National Post

‘El Chapo’ may get lesson from novel

- Victor Ferreira

Sitting safely behind bars once again, Mexican drug lord Joaquin ‘El Chapo’ Guzman will have plenty of time to reform.

And a Spanish cult hero who shares his delusional dreams of grandeur may help him do it.

Mexican prison officials gave Guzman a copy of Miguel de Cervantes’s Don Quixote in an effort to cheer him up. Eduardo Guerrero, the head of Mexico’s prison systems, said Guzman appeared “depressed” and “tired of being on the run” since he was recaptured in early January after escaping prison in July.

Don Quixote is a 17th century Spanish epic about a man who decides to set off on adventures as a so- called knight with the goal of reviving chivalry and becoming famous.

Reading the novel may do Guzman some good because there’s a parallel between him and the novel’s titular character, University of Guelph professor and author Stephen Henighan said.

“I think they’re trying to tell him he’s delusional,” Henighan, a Latin American culture and literature expert, said. “There is an assumption here that El Chapo lives in a world of illusion and needs to get a grip on reality.”

Henighan said Don Quixote’s adventures — particular­ly, one where he attacks windmills because he thinks they’re giants — prove that the character doesn’t “perceive reality correctly.”

Mexican police were able to pinpoint Guzman’s location largely because of his desire to have a biopic filmed about his life. Guzman even contacted several producers and actresses through intermedia­ries, giving police a lead on his whereabout­s.

“He wants to be famous,” Henighan said. “The reason El Chapo keeps getting arrested is because he wants to be seen in public. He wants people like Sean Penn to make movies about him.”

Don Quixote wanted the same type of fame.

Laurence de Looze, a professor at Western University’s department of modern languages and literature­s, said the hero visualized all the books that would be written about him and his quests.

“He is imagining about how one day they will write about his great adventures and he’s narrating it in his own head,” de Looze said. “He’s got ahead of himself and in the same sense, El Chapo got ahead of himself.”

In North America, most prisons are known for making texts like The Bible readily available to inmates. De Looze said reading Don Quixote may even be more beneficial.

“Don Quixote screws up again and again, but he really goes out desiring to make the world a better place,” he said. “El Chapo is a person who has not dedicated himself to ideals. It might be a good lesson for him.”

Prison officials may hope that having Guzman read Don Quixote’s tale may help him come to the realizatio­n that the thought of being a celebrity, Robin Hood-esque kingpin was all in his mind.

 ?? CLIFF OWEN / THE ASSOCIATED PRESS ?? Two men work to shovel out their cars in Alexandria, Va., Sunday, after a mammoth blizzard with hurricane
force winds and record-setting snowfall brought much of the United States’ East Coast to an icy standstill.
CLIFF OWEN / THE ASSOCIATED PRESS Two men work to shovel out their cars in Alexandria, Va., Sunday, after a mammoth blizzard with hurricane force winds and record-setting snowfall brought much of the United States’ East Coast to an icy standstill.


• **Prompt**
Below are the records. State how many of their lines contain "Credit", with nothing else.

Segment Open

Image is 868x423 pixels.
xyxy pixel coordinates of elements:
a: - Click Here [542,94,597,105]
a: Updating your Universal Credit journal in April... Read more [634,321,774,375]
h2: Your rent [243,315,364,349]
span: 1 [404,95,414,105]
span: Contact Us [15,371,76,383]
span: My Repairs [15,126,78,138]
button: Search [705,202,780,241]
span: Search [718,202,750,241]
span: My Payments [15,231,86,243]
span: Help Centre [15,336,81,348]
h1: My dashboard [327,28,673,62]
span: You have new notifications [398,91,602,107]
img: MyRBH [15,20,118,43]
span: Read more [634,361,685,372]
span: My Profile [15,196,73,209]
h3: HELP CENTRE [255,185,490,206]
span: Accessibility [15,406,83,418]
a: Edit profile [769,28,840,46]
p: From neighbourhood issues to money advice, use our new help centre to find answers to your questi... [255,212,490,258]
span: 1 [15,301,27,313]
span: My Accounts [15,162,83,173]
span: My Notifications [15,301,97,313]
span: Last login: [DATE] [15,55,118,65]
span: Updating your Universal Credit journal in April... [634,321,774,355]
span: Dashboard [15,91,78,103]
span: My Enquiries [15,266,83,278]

Segment Closed

• **Written solution**
2